Work request: When you reach the line containing "Describe the element at coordinates (147, 217)" in the records below, start copying exactly, and stop once you have copied the line containing "This screenshot has height=597, width=1062.".
---------- Task inputs
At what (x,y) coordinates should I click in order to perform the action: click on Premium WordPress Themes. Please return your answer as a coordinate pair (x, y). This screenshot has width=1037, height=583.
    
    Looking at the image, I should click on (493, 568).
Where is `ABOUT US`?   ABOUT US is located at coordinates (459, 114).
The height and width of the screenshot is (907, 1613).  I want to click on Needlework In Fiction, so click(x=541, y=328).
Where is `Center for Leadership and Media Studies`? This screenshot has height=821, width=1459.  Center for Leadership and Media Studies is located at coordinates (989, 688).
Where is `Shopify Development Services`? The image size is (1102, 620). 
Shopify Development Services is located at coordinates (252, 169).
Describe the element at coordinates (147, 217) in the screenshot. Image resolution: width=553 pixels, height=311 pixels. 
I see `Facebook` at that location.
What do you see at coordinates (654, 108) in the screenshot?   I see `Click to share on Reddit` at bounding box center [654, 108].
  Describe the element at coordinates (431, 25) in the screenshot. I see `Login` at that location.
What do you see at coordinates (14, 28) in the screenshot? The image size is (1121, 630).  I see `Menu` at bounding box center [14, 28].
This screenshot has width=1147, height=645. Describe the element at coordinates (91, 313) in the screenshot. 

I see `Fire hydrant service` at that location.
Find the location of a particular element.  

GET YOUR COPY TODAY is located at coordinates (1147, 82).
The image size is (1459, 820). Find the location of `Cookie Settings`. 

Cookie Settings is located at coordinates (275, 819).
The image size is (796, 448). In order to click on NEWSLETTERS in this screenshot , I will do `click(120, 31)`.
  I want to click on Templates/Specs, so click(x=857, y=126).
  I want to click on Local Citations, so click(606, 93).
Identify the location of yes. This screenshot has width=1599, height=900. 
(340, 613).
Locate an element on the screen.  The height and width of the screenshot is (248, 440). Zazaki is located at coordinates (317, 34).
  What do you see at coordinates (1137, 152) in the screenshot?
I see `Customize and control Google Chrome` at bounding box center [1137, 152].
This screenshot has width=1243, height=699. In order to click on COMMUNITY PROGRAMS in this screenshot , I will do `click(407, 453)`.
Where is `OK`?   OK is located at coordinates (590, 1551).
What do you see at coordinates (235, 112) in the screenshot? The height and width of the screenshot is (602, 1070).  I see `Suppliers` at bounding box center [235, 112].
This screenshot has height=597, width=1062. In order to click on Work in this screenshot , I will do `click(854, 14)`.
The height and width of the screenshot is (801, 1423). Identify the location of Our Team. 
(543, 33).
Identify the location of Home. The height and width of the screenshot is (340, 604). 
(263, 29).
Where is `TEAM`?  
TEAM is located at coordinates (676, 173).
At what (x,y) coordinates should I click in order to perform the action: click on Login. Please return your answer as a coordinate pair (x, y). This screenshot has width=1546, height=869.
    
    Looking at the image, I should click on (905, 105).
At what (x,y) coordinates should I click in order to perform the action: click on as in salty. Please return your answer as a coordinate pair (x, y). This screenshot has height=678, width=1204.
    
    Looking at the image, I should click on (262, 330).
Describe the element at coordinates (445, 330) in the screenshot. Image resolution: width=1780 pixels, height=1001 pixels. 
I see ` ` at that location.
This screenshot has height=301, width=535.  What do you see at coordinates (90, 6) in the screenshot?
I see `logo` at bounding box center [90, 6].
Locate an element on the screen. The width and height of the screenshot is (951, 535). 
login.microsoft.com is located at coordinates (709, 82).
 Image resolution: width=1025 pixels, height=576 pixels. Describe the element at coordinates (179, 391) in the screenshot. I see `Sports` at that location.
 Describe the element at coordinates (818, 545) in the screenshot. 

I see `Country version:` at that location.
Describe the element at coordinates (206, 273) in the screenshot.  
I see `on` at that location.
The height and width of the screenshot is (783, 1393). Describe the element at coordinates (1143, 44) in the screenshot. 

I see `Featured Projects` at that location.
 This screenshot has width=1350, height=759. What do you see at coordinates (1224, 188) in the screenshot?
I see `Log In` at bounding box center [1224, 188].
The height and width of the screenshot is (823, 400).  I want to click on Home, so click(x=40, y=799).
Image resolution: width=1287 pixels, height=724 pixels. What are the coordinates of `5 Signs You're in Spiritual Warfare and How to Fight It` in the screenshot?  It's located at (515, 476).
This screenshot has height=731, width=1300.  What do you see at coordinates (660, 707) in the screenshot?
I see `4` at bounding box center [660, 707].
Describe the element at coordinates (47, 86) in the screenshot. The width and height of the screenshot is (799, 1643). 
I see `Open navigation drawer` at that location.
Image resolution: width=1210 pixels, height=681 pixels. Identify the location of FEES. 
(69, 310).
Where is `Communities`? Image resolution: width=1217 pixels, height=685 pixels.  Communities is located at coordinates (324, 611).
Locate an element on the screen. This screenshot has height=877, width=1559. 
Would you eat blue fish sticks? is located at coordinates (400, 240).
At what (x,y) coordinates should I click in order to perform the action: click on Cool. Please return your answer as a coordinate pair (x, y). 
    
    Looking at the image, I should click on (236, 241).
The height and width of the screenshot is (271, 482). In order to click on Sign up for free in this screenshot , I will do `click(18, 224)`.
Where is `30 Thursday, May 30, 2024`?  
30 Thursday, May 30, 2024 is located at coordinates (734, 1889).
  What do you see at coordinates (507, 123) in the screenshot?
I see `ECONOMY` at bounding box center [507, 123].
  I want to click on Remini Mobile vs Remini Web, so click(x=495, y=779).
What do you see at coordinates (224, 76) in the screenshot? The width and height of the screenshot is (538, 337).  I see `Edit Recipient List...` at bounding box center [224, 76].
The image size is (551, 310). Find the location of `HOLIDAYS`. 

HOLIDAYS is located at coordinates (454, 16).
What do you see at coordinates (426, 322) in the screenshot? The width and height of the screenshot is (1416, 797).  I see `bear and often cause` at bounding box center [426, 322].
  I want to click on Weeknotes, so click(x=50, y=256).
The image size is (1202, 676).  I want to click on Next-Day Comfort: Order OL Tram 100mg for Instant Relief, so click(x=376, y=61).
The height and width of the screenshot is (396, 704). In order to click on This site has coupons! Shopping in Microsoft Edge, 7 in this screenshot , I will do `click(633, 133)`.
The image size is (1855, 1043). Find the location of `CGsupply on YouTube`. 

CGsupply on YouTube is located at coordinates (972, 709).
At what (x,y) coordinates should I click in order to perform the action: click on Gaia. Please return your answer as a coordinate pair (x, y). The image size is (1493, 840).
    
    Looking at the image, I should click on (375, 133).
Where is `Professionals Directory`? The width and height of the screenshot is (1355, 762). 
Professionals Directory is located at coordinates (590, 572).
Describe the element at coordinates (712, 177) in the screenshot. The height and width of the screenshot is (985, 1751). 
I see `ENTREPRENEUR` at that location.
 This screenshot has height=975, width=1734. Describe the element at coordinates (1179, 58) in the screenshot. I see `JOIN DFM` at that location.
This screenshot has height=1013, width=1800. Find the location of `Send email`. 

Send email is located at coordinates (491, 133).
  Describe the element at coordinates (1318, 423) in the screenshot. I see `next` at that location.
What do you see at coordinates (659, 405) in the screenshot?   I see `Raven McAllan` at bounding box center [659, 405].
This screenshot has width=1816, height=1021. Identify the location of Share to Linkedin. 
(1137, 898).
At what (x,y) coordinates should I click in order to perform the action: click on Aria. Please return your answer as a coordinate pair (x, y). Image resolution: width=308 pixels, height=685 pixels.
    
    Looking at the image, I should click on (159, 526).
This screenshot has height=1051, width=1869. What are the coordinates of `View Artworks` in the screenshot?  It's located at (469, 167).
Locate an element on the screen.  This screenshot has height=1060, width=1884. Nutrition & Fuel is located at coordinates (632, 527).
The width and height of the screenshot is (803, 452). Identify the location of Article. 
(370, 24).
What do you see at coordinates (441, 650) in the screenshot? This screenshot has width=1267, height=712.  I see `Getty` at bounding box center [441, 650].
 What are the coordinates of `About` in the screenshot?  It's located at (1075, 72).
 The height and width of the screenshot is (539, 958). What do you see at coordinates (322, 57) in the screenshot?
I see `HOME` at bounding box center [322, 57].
--------------------
Response box:
Describe the element at coordinates (147, 217) in the screenshot. Image resolution: width=553 pixels, height=311 pixels. 
I see `Facebook` at that location.
What do you see at coordinates (654, 108) in the screenshot?   I see `Click to share on Reddit` at bounding box center [654, 108].
  Describe the element at coordinates (431, 25) in the screenshot. I see `Login` at that location.
What do you see at coordinates (14, 28) in the screenshot? The image size is (1121, 630).  I see `Menu` at bounding box center [14, 28].
This screenshot has width=1147, height=645. Describe the element at coordinates (91, 313) in the screenshot. 

I see `Fire hydrant service` at that location.
Find the location of a particular element.  

GET YOUR COPY TODAY is located at coordinates (1147, 82).
The image size is (1459, 820). Find the location of `Cookie Settings`. 

Cookie Settings is located at coordinates (275, 819).
The image size is (796, 448). In order to click on NEWSLETTERS in this screenshot , I will do `click(120, 31)`.
  I want to click on Templates/Specs, so click(x=857, y=126).
  I want to click on Local Citations, so click(606, 93).
Identify the location of yes. This screenshot has width=1599, height=900. 
(340, 613).
Locate an element on the screen.  The height and width of the screenshot is (248, 440). Zazaki is located at coordinates (317, 34).
  What do you see at coordinates (1137, 152) in the screenshot?
I see `Customize and control Google Chrome` at bounding box center [1137, 152].
This screenshot has width=1243, height=699. In order to click on COMMUNITY PROGRAMS in this screenshot , I will do `click(407, 453)`.
Where is `OK`?   OK is located at coordinates (590, 1551).
What do you see at coordinates (235, 112) in the screenshot? The height and width of the screenshot is (602, 1070).  I see `Suppliers` at bounding box center [235, 112].
This screenshot has height=597, width=1062. In order to click on Work in this screenshot , I will do `click(854, 14)`.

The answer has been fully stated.